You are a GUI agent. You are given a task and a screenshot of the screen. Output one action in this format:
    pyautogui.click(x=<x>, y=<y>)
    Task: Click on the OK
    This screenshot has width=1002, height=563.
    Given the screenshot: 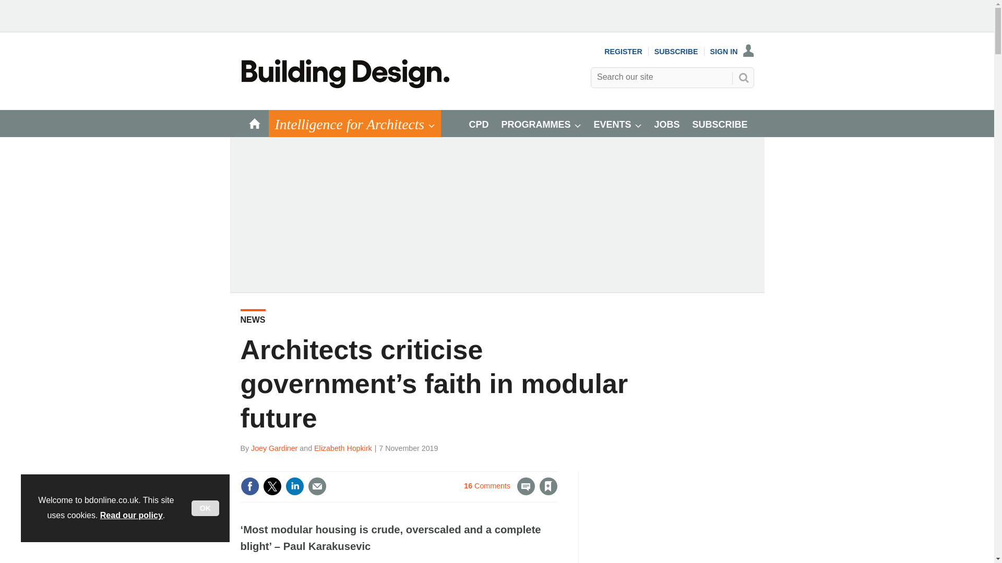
────────────────────────────────────────
[Task goal]: Take the line that contains "This screenshot has" and every line after it up to the end of the records above, and restate them exactly, without the pictures.

[Your response]:
    This screenshot has width=1002, height=563.
    Given the screenshot: 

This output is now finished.